Rachel and Her Children by Jonathan Kozol (FS) -- If Chutes is the by-the-numbers analysis (even through personal stories), Kozol's account of the plight of the homeless in the late 1980s is the grab-you-by-the-neck, shake-you-around, throw-you-in-the-gutter, plant-your-face-in-the-muck poetic/theological narrative version. Wholly depressing, wholly human, filled to the brim with tears, blood, anger, and courage, Kozol is a prophet crying out in the wilderness. Anyone who reads this blog shares my privilege, and would do well to be shaken out of their malaise by such a prophet. I know I was.

Writing in the Dust by Rowan Williams (FF) -- Brief but powerful reflections on 9/11 by the Archbishop of Canterbury, who was teaching at a local parish just a few blocks away when the towers were hit. Wonderful, wonderful, wonderful. Political sanity, theological humaneness, hospitable vision from a cousin across the pond.

Ongoing: Theological Introduction to the Old Testament by Walter Brueggemann, David Peterson, Terence Fretheim, Bruce Birch (FS); Introduction to the Hebrew Bible by John Collins (FS); Women's Bible Commentary edited by Carol Newsom (FS) -- I'm in the middle of all of these, and will be finishing them by May of next year (when OT is completed). The first is wonderful and my kind of book by four of the best OT scholars alive; the second has become the bane of my reading existence (I have an upcoming post springboarding off Collins' approach in order to make broader conclusions for the life of the church); and the third is an excellent collection of feminist takes on each book of the Bible, not always for me, but then, that is the point. Learning to listen to historically silenced voices is never a mistake.

In the midst: Beyond Homelessness by Steven Bouma-Prediger and Brian Walsh (FS); Democracy Matters by Cornel West (FF); A Better Hope by Stanley Hauerwas (FF) -- The first is looking to be a profound account of what it means to be homeless in the West in the 21st century: socioeconomic homelessness (people without shelter or stability in daily life) and cultural homelessness (the "postmodern nomad" who knows no place as home). Drawing on favorites of mine like Wendell Berry and Walter Brueggemann, they talk about modern American culture engendering placelessness as a norm, an idea opposed to the homemaking creator God who both provides a place for humans in creation and himself dwells in an emplaced body in first century Palestine. I chose this book for a literature review for Urban Ministries, and it is fantastic.

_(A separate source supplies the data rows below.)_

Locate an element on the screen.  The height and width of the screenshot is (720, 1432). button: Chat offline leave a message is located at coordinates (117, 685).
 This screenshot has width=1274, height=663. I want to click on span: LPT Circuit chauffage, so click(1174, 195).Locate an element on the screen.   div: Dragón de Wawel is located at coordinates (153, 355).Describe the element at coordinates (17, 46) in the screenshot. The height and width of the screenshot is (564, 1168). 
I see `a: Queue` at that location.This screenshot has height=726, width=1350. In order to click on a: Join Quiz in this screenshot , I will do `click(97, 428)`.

The second is Cornel West's plea in 2004 for an emboldened and revitalized democracy in American politics. I'm reading it as a kind of similarly-spirited but substantively different Christian account of American democracy than that of Stanley Hauerwas, who has influences me so much in my understanding of the church and the state in America. We will see how West does.

Speaking of Hauerwas, I am about halfway done with A Better Hope, subtitled "Resources for a church confronting capitalism, democracy, and postmodernity." It is exactly that, and, as always, thought-provoking and disagreeably formative. Always a pleasure.

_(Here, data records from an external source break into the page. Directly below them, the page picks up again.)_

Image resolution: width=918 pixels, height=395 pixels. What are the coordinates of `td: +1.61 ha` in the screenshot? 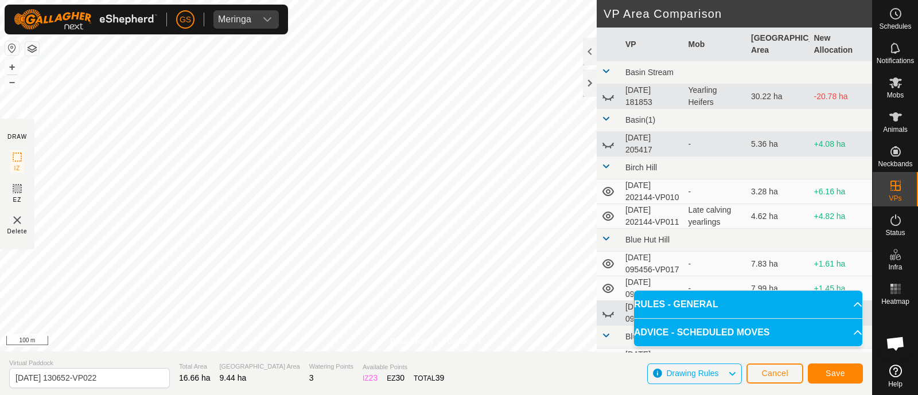 It's located at (841, 264).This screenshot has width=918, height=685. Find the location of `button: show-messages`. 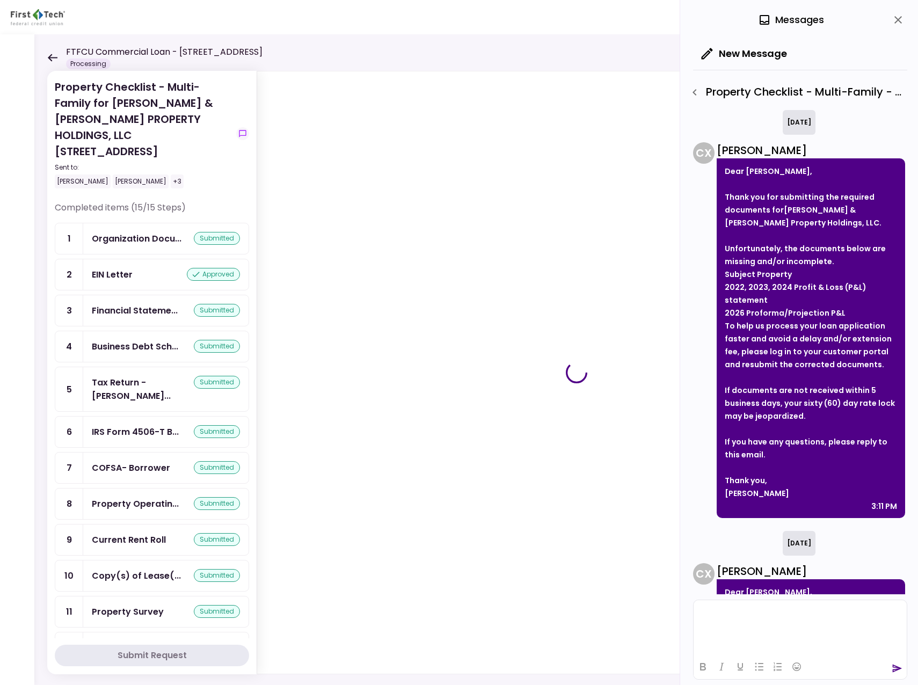

button: show-messages is located at coordinates (243, 134).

Audiobook: Night by Elie Wiesel (FF) -- I never read Night in high school, so I'm listening to it while shelving in the library. No words of mine need be added to such a work.

Upcoming: Balkan Ghosts by Robert Kaplan (FF); The Road by Cormac McCarthy (FF); Watership Down by Richard Adams (FF); A Community of Character by Stanley Hauerwas (FF); The Unsettling of America by Wendell Berry (FF) -- I'd hope to have this read by Thanksgiving, but I'll be lucky to have them done by the end of 2008.

One other book: The Brothers K by David James Duncan, if it weren't so ginormous, would be at the top of my stack right now. Has anyone read this? Should it be number one in spite of its behemoth size? Give me feedback, give me reasons. It's tough to commit to 700 pages in the midst of papers, reports, and midterms. Convince me.

Apart from that, feel free to make any other burning recommendations you have. Christmas is coming and there's nothing quite like a new used book.